Inge’s account of Plotinus’ thought is highly commendatory and partisan. He sees the encounter with neoplatonic philosophy as decisive for Christian identity. Plotinus offers a general, philosophical account of mysticism, which Inge finds helpful for his theory of religions. The key influences on Plotinus are held to be Pythagoras and Ammonius Saccas, although of course Plato is the towering figure who haunts all of Plotinus’ thinking. Inge expounds Plotinus’ thought at length, focusing on the two basic triads of the Absolute, nous and psyche, and spirit, soul and body. The spiritual world is all that truly exists, but the world of matter has a certain derivative existence, gained from the fact that material objects are patterned after eternal forms (although Inge seems to feel that Plotinus would have done better to discard the concept of the forms).

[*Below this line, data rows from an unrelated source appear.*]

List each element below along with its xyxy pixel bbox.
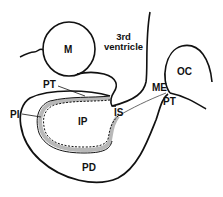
- label-pd: PD: [82, 163, 96, 173]
- diagram-drawing: [0, 0, 223, 197]
- label-pt-upper: PT: [43, 80, 56, 90]
- label-pi: PI: [10, 110, 19, 120]
- label-oc: OC: [177, 67, 192, 77]
- label-pt-right: PT: [163, 97, 176, 107]
- label-third-ventricle-line2: ventricle: [104, 42, 143, 52]
- label-m: M: [64, 45, 72, 55]
- label-is: IS: [114, 108, 123, 118]
- third-ventricle-wall: [112, 12, 150, 106]
- label-me: ME: [152, 83, 167, 93]
- label-ip: IP: [78, 117, 87, 127]
- left-boundary-line: [20, 49, 43, 57]
- label-third-ventricle: 3rd ventricle: [104, 32, 143, 52]
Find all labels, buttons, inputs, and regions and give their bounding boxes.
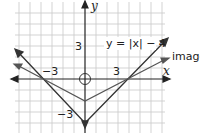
x-axis-arrow-left-icon	[11, 76, 18, 82]
y-axis-arrow-up-icon	[82, 1, 88, 8]
coordinate-graph: y x −3 3 3 −3 y = |x| − 4 image	[0, 0, 200, 138]
arrow-down-icon	[82, 121, 88, 128]
equation-label: y = |x| − 4	[106, 37, 166, 50]
image-label: image	[172, 50, 200, 63]
axes	[11, 1, 170, 133]
graph-y-abs-x-minus-4	[15, 38, 168, 128]
tick-y-pos3: 3	[75, 40, 82, 53]
tick-y-neg3: −3	[57, 108, 73, 121]
image-arrow-right-icon	[161, 58, 169, 63]
x-axis-label: x	[163, 64, 170, 78]
tick-x-neg3: −3	[42, 65, 58, 78]
y-axis-label: y	[90, 0, 98, 13]
grid	[15, 2, 165, 133]
tick-x-pos3: 3	[113, 65, 120, 78]
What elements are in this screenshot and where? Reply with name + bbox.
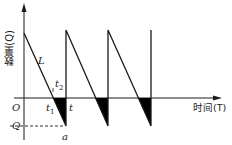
y-axis-arrow-icon: [22, 3, 27, 12]
t-label: t: [69, 103, 73, 113]
diagram-canvas: [0, 0, 232, 145]
a-label: a: [62, 132, 68, 142]
y-axis-label: 数量(Q): [5, 30, 19, 66]
x-axis-arrow-icon: [213, 96, 222, 101]
line-label: L: [38, 56, 45, 66]
inventory-sawtooth-diagram: 数量(Q) 时间(T) O L t1 t2 t Q a: [0, 0, 232, 145]
t2-label: t2: [55, 79, 64, 92]
q-label: Q: [12, 121, 20, 131]
x-axis-label: 时间(T): [193, 103, 226, 113]
origin-label: O: [12, 103, 20, 113]
inventory-line: [24, 30, 151, 126]
t1-label: t1: [46, 103, 55, 116]
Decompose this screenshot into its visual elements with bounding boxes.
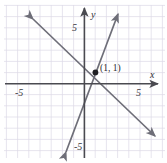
graph-figure: y x 5 -5 -5 5 (1, 1) xyxy=(0,0,167,163)
graph-svg: y x 5 -5 -5 5 (1, 1) xyxy=(0,0,167,163)
intersection-point xyxy=(93,70,99,76)
x-tick-positive-label: 5 xyxy=(136,87,141,98)
axes xyxy=(5,8,158,158)
y-tick-positive-label: 5 xyxy=(72,22,77,33)
y-axis-label: y xyxy=(90,9,96,20)
x-axis-label: x xyxy=(149,69,155,80)
intersection-point-label: (1, 1) xyxy=(100,63,121,74)
x-tick-negative-label: -5 xyxy=(15,87,23,98)
y-tick-negative-label: -5 xyxy=(74,141,82,152)
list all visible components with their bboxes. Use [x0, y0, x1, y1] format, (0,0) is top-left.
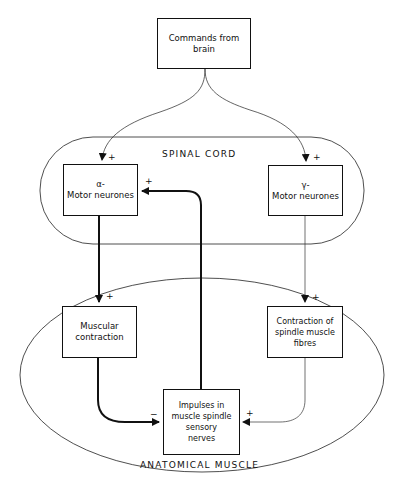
node-label: sensory: [172, 422, 232, 433]
spinal-cord-label: SPINAL CORD: [162, 149, 236, 159]
sign-gamma-spindle: +: [312, 293, 320, 302]
node-label: Impulses in: [172, 400, 232, 411]
node-label: contraction: [75, 332, 123, 343]
node-alpha-motor-neurones: α-Motor neurones: [63, 164, 138, 216]
sign-commands-gamma: +: [313, 153, 321, 162]
node-muscular-contraction: Muscularcontraction: [62, 306, 137, 358]
sign-alpha-muscular: +: [106, 292, 114, 301]
node-label: Muscular: [75, 321, 123, 332]
node-commands-from-brain: Commands frombrain: [157, 18, 251, 69]
anatomical-muscle-label: ANATOMICAL MUSCLE: [140, 460, 259, 470]
sign-impulses-alpha: +: [145, 177, 153, 186]
edge-commands-gamma: [205, 69, 306, 161]
node-label: γ-: [272, 180, 339, 191]
node-contraction-spindle-fibres: Contraction ofspindle musclefibres: [267, 306, 343, 358]
node-label: nerves: [172, 433, 232, 444]
sign-commands-alpha: +: [108, 153, 116, 162]
node-label: brain: [169, 44, 240, 55]
node-label: fibres: [275, 338, 335, 349]
edge-commands-alpha: [102, 69, 205, 160]
node-label: Motor neurones: [272, 191, 339, 202]
edge-impulses-alpha: [142, 191, 201, 389]
node-label: muscle spindle: [172, 411, 232, 422]
node-label: Motor neurones: [67, 190, 134, 201]
node-gamma-motor-neurones: γ-Motor neurones: [268, 165, 343, 216]
node-impulses-spindle-sensory-nerves: Impulses inmuscle spindlesensorynerves: [163, 389, 240, 455]
sign-spindle-impulses: +: [246, 409, 254, 418]
node-label: spindle muscle: [275, 327, 335, 338]
node-label: Contraction of: [275, 316, 335, 327]
node-label: α-: [67, 179, 134, 190]
sign-muscular-impulses: −: [150, 410, 158, 419]
node-label: Commands from: [169, 33, 240, 44]
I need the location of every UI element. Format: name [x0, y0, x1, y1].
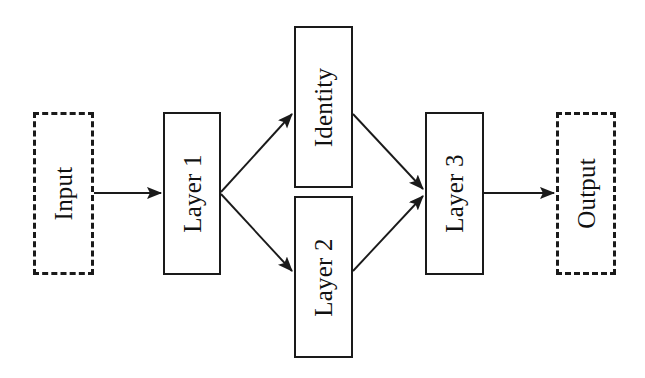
node-identity-label: Identity	[311, 67, 336, 146]
node-identity[interactable]: Identity	[294, 26, 353, 188]
edge-layer1-to-identity	[221, 114, 292, 192]
node-layer-1[interactable]: Layer 1	[163, 112, 221, 275]
diagram-canvas: Input Layer 1 Identity Layer 2 Layer 3 O…	[0, 0, 645, 378]
node-output-label: Output	[574, 158, 599, 229]
node-layer-2-label: Layer 2	[311, 238, 336, 316]
node-input[interactable]: Input	[33, 112, 94, 275]
edge-layer1-to-layer2	[221, 194, 292, 271]
node-input-label: Input	[51, 167, 76, 221]
node-layer-3[interactable]: Layer 3	[425, 112, 484, 275]
edge-layer2-to-layer3	[353, 196, 423, 271]
node-layer-1-label: Layer 1	[180, 154, 205, 232]
edge-identity-to-layer3	[353, 114, 423, 189]
node-layer-3-label: Layer 3	[442, 154, 467, 232]
node-layer-2[interactable]: Layer 2	[294, 196, 353, 358]
node-output[interactable]: Output	[556, 112, 616, 275]
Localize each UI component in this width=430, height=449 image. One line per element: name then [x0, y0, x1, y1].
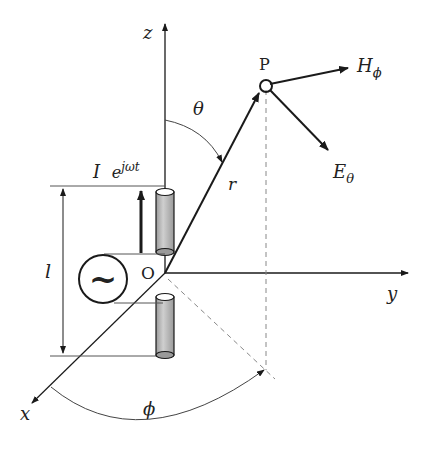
e-theta-vector — [270, 90, 328, 150]
r-vector — [165, 93, 259, 273]
projection-ground — [168, 279, 275, 379]
origin-label: O — [141, 263, 155, 283]
e-theta-label: Eθ — [332, 161, 354, 186]
x-axis-label: x — [20, 403, 30, 424]
current-base: I — [92, 161, 101, 182]
h-phi-label: Hϕ — [356, 55, 382, 80]
theta-arc — [165, 120, 222, 162]
e-theta-sub: θ — [346, 171, 354, 186]
dipole-antenna-diagram: z y x ϕ θ r P Hϕ Eθ l I ejωt — [0, 0, 430, 449]
h-phi-sub: ϕ — [373, 65, 382, 80]
h-phi-vector — [270, 68, 348, 84]
phi-label: ϕ — [143, 398, 155, 419]
phi-arc — [51, 370, 264, 420]
r-label: r — [228, 174, 237, 194]
theta-label: θ — [193, 98, 204, 119]
upper-dipole-arm — [156, 189, 174, 256]
e-theta-base: E — [332, 161, 346, 182]
current-sup: jωt — [118, 160, 140, 174]
z-axis-label: z — [142, 22, 153, 43]
current-label: I ejωt — [92, 160, 140, 182]
y-axis-label: y — [386, 283, 398, 304]
point-p-label: P — [259, 55, 270, 74]
h-phi-base: H — [356, 55, 373, 76]
ac-source-symbol: ~ — [89, 259, 118, 299]
current-exp: e — [112, 163, 121, 182]
length-label: l — [45, 260, 51, 282]
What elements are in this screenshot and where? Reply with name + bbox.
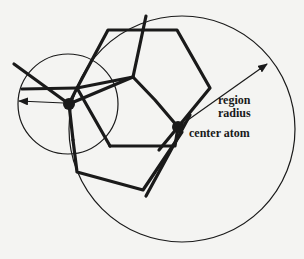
molecule-region-diagram bbox=[0, 0, 304, 259]
region-radius-label: region radius bbox=[218, 94, 251, 120]
center-atom-label: center atom bbox=[189, 127, 250, 140]
neighbor-atom bbox=[63, 98, 75, 110]
region-radius-label-line2: radius bbox=[218, 107, 251, 120]
bonds bbox=[14, 16, 210, 196]
small-radius-arrow bbox=[19, 101, 64, 103]
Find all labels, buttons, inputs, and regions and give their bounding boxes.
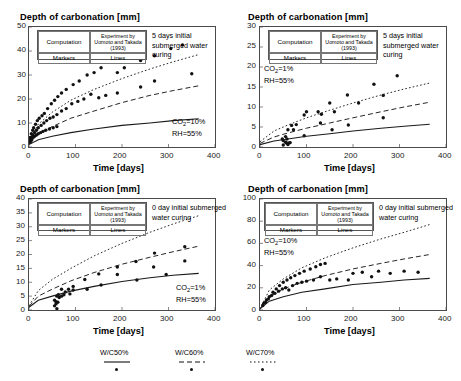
co2-label: CO2=1%: [176, 283, 205, 292]
footer-legend-line-solid: [104, 360, 130, 364]
page-title: Depth of carbonation [mm]: [248, 184, 368, 194]
page-title: Depth of carbonation [mm]: [20, 184, 140, 194]
legend-markers: Markers: [269, 53, 321, 64]
y-tick: 0: [238, 142, 256, 151]
x-tick: 400: [207, 314, 220, 323]
y-tick: 35: [7, 207, 25, 216]
y-tick: 15: [7, 263, 25, 272]
condition-note: CO2=10%RH=55%: [264, 236, 297, 258]
x-tick: 100: [66, 151, 79, 160]
curing-note: 0 day initial submerged water curing: [152, 203, 228, 222]
footer-legend-line-dashed: [179, 360, 205, 364]
y-tick: 20: [235, 282, 256, 291]
page-title: Depth of carbonation [mm]: [248, 12, 368, 22]
condition-note: CO2=1%RH=55%: [264, 64, 294, 86]
y-tick: 60: [235, 237, 256, 246]
x-tick: 0: [26, 314, 30, 323]
y-tick: 20: [7, 249, 25, 258]
condition-note: CO2=10%RH=55%: [172, 117, 205, 139]
footer-legend-marker-1: [190, 368, 193, 371]
x-axis-label: Time [days]: [324, 163, 375, 173]
x-tick: 200: [344, 151, 357, 160]
y-tick: 10: [7, 277, 25, 286]
co2-label: CO2=10%: [172, 117, 205, 126]
curing-note: 0 day initial submerged water curing: [379, 203, 457, 222]
legend-computation: Computation: [38, 203, 90, 225]
page-title: Depth of carbonation [mm]: [20, 12, 140, 22]
legend-table: Computation Experiment by Uomoto and Tak…: [264, 202, 374, 231]
x-tick: 400: [207, 151, 220, 160]
y-tick: 25: [238, 41, 256, 50]
x-tick: 0: [26, 151, 30, 160]
legend-experiment: Experiment by Uomoto and Takada (1993): [90, 31, 146, 53]
y-tick: 15: [238, 82, 256, 91]
y-tick: 0: [235, 305, 256, 314]
chart-panel-bottom-right: Depth of carbonation [mm] 100 80 60 40 2…: [231, 183, 461, 343]
y-tick: 30: [238, 21, 256, 30]
chart-panel-top-left: Depth of carbonation [mm] 50 40 30 20 10…: [0, 0, 231, 190]
footer-legend-marker-2: [261, 368, 264, 371]
y-tick: 50: [8, 21, 26, 30]
co2-label: CO2=1%: [264, 64, 293, 73]
rh-label: RH=55%: [176, 295, 206, 304]
footer-legend-marker-0: [115, 368, 118, 371]
chart-panel-bottom-left: Depth of carbonation [mm] 40 35 30 25 20…: [0, 183, 231, 343]
y-tick: 40: [8, 45, 26, 54]
legend-lines: Lines: [317, 225, 373, 236]
legend-table: Computation Experiment by Uomoto and Tak…: [37, 202, 147, 231]
chart-panel-top-right: Depth of carbonation [mm] 30 25 20 15 10…: [231, 0, 461, 190]
curing-note: 5 days initial submerged water curing: [152, 31, 227, 60]
x-tick: 400: [438, 314, 451, 323]
legend-computation: Computation: [269, 31, 321, 53]
x-tick: 100: [297, 151, 310, 160]
x-axis-label: Time [days]: [93, 326, 144, 336]
footer-legend-label-2: W/C70%: [246, 348, 274, 357]
x-tick: 200: [113, 151, 126, 160]
y-tick: 30: [7, 221, 25, 230]
condition-note: CO2=1%RH=55%: [176, 283, 206, 305]
y-tick: 0: [8, 142, 26, 151]
footer-legend-label-1: W/C60%: [175, 348, 203, 357]
x-tick: 100: [66, 314, 79, 323]
legend-table: Computation Experiment by Uomoto and Tak…: [268, 30, 378, 60]
x-tick: 300: [391, 151, 404, 160]
co2-label: CO2=10%: [264, 236, 297, 245]
footer-legend-line-dotted: [250, 360, 276, 364]
legend-experiment: Experiment by Uomoto and Takada (1993): [90, 203, 146, 225]
y-tick: 10: [238, 102, 256, 111]
legend-table: Computation Experiment by Uomoto and Tak…: [37, 30, 147, 60]
legend-markers: Markers: [265, 225, 317, 236]
y-tick: 80: [235, 215, 256, 224]
legend-experiment: Experiment by Uomoto and Takada (1993): [321, 31, 377, 53]
y-tick: 5: [7, 291, 25, 300]
rh-label: RH=55%: [264, 76, 294, 85]
legend-experiment: Experiment by Uomoto and Takada (1993): [317, 203, 373, 225]
legend-lines: Lines: [90, 225, 146, 236]
x-tick: 200: [113, 314, 126, 323]
curing-note: 5 days initial submerged water curing: [383, 31, 459, 60]
legend-lines: Lines: [321, 53, 377, 64]
legend-markers: Markers: [38, 53, 90, 64]
y-tick: 30: [8, 70, 26, 79]
y-tick: 0: [7, 305, 25, 314]
x-tick: 400: [438, 151, 451, 160]
x-axis-label: Time [days]: [93, 163, 144, 173]
x-tick: 0: [257, 314, 261, 323]
y-tick: 25: [7, 235, 25, 244]
y-tick: 40: [235, 260, 256, 269]
y-tick: 100: [235, 193, 256, 202]
legend-computation: Computation: [265, 203, 317, 225]
legend-computation: Computation: [38, 31, 90, 53]
y-tick: 10: [8, 118, 26, 127]
x-tick: 100: [297, 314, 310, 323]
x-tick: 300: [391, 314, 404, 323]
footer-legend-label-0: W/C50%: [100, 348, 128, 357]
y-tick: 40: [7, 193, 25, 202]
y-tick: 20: [8, 94, 26, 103]
y-tick: 20: [238, 61, 256, 70]
y-tick: 5: [238, 122, 256, 131]
legend-markers: Markers: [38, 225, 90, 236]
rh-label: RH=55%: [264, 248, 294, 257]
x-axis-label: Time [days]: [324, 326, 375, 336]
x-tick: 300: [160, 151, 173, 160]
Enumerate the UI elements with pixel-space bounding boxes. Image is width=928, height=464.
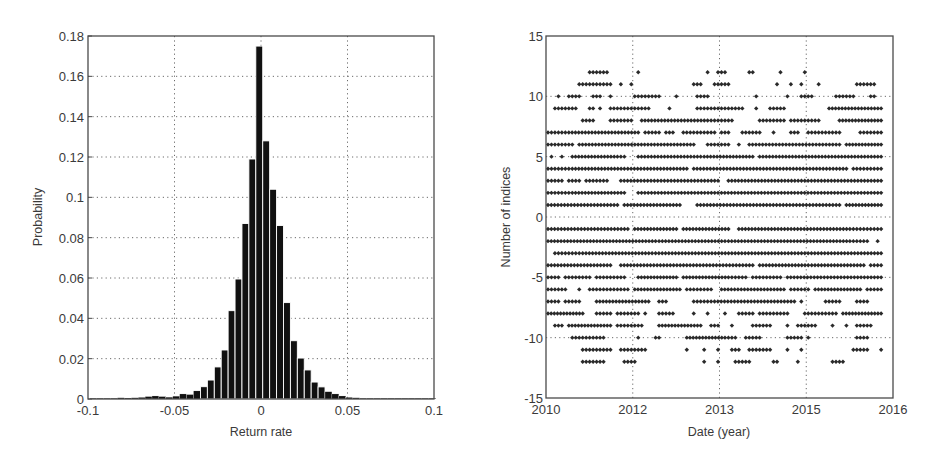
- y-tick-label: -10: [524, 331, 543, 346]
- scatter-point: [879, 142, 883, 146]
- histogram-bar: [200, 387, 207, 399]
- scatter-point: [816, 82, 820, 86]
- scatter-point: [615, 203, 619, 207]
- scatter-point: [816, 118, 820, 122]
- scatter-point: [771, 130, 775, 134]
- scatter-point: [879, 251, 883, 255]
- x-tick-label: 2010: [532, 402, 561, 417]
- x-tick-label: 2016: [879, 402, 908, 417]
- scatter-point: [785, 348, 789, 352]
- scatter-point: [657, 94, 661, 98]
- scatter-point: [705, 311, 709, 315]
- scatter-point: [570, 142, 574, 146]
- scatter-point: [844, 167, 848, 171]
- histogram-bar: [221, 350, 228, 399]
- histogram-bar: [235, 279, 242, 399]
- scatter-point: [799, 348, 803, 352]
- scatter-point: [685, 167, 689, 171]
- scatter-y-axis-label: Number of indices: [499, 167, 513, 268]
- y-tick-label: 10: [529, 89, 543, 104]
- scatter-point: [879, 263, 883, 267]
- scatter-point: [879, 130, 883, 134]
- scatter-point: [757, 130, 761, 134]
- scatter-point: [657, 130, 661, 134]
- scatter-point: [629, 82, 633, 86]
- x-tick-label: 2013: [705, 402, 734, 417]
- histogram-bar: [332, 394, 339, 399]
- scatter-point: [723, 311, 727, 315]
- scatter-point: [730, 118, 734, 122]
- scatter-point: [605, 179, 609, 183]
- histogram-bar: [187, 395, 194, 399]
- scatter-point: [879, 287, 883, 291]
- scatter-point: [726, 82, 730, 86]
- scatter-point: [730, 323, 734, 327]
- scatter-point: [782, 106, 786, 110]
- scatter-point: [549, 154, 553, 158]
- x-tick-label: 0: [257, 403, 264, 418]
- scatter-point: [674, 94, 678, 98]
- scatter-point: [737, 142, 741, 146]
- histogram-bar: [249, 159, 256, 399]
- scatter-point: [626, 227, 630, 231]
- scatter-point: [858, 287, 862, 291]
- scatter-point: [619, 82, 623, 86]
- scatter-point: [587, 275, 591, 279]
- histogram-bar: [304, 370, 311, 399]
- scatter-point: [685, 348, 689, 352]
- histogram-bar: [290, 341, 297, 399]
- scatter-point: [799, 299, 803, 303]
- scatter-point: [810, 94, 814, 98]
- histogram-bar: [318, 387, 325, 399]
- scatter-point: [879, 106, 883, 110]
- histogram-chart: 00.020.040.060.080.10.120.140.160.18 -0.…: [31, 29, 443, 439]
- scatter-point: [778, 70, 782, 74]
- scatter-point: [702, 360, 706, 364]
- scatter-point: [879, 348, 883, 352]
- scatter-point: [872, 82, 876, 86]
- scatter-point: [692, 142, 696, 146]
- x-tick-label: 2015: [792, 402, 821, 417]
- scatter-point: [639, 323, 643, 327]
- y-tick-label: 0.1: [66, 190, 84, 205]
- x-tick-label: -0.1: [77, 403, 99, 418]
- histogram-y-tick-labels: 00.020.040.060.080.10.120.140.160.18: [59, 29, 84, 407]
- scatter-point: [869, 323, 873, 327]
- scatter-point: [775, 82, 779, 86]
- scatter-point: [796, 360, 800, 364]
- x-tick-label: 2012: [618, 402, 647, 417]
- scatter-point: [879, 154, 883, 158]
- scatter-point: [608, 323, 612, 327]
- scatter-point: [574, 106, 578, 110]
- scatter-point: [636, 70, 640, 74]
- scatter-point: [657, 335, 661, 339]
- scatter-point: [726, 227, 730, 231]
- histogram-bar: [283, 303, 290, 399]
- scatter-point: [560, 323, 564, 327]
- scatter-point: [581, 311, 585, 315]
- scatter-point: [879, 227, 883, 231]
- scatter-point: [629, 118, 633, 122]
- scatter-point: [560, 179, 564, 183]
- scatter-point: [577, 179, 581, 183]
- scatter-point: [879, 118, 883, 122]
- scatter-point: [577, 94, 581, 98]
- scatter-point: [785, 311, 789, 315]
- scatter-point: [560, 154, 564, 158]
- scatter-point: [785, 94, 789, 98]
- scatter-point: [865, 335, 869, 339]
- scatter-point: [837, 130, 841, 134]
- histogram-bar: [311, 382, 318, 399]
- scatter-point: [608, 263, 612, 267]
- scatter-point: [796, 130, 800, 134]
- histogram-bars: [90, 46, 436, 399]
- scatter-point: [865, 299, 869, 303]
- y-tick-label: 0: [536, 210, 543, 225]
- histogram-bar: [263, 141, 270, 399]
- scatter-point: [646, 299, 650, 303]
- scatter-point: [591, 106, 595, 110]
- histogram-y-axis-label: Probability: [31, 187, 45, 246]
- scatter-point: [646, 106, 650, 110]
- scatter-point: [716, 360, 720, 364]
- scatter-point: [591, 118, 595, 122]
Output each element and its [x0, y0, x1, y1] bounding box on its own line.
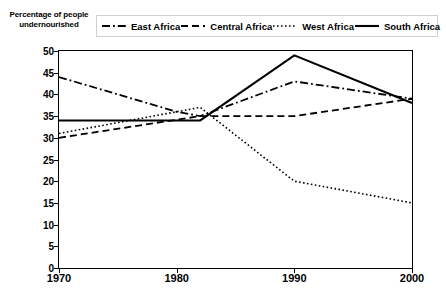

Because of this, what matters about human life is the soul and its relation to the world-soul. Our destiny is an act of becoming in which our individual souls are to be reunited with the world-soul. This is the closest we may come to the Absolute. The Absolute itself is best named as ‘one’, ‘goodness’ (understood in terms of teleology, not morality) and ‘beauty’. However, all names are inadequate to the Absolute, and so Plotinus commends apophatic language as most appropriate. Inge agrees, and indeed feels that Plotinus has been rather too positive in his language about the Absolute at times.
Plotinus developed his great and austere vision as the Roman Empire crumbled around him; writing immediately after the Great War, Inge feels himself in a similar cultural situation and so finds in Plotinus a helpful guide to the religious vision that may speak to his culture.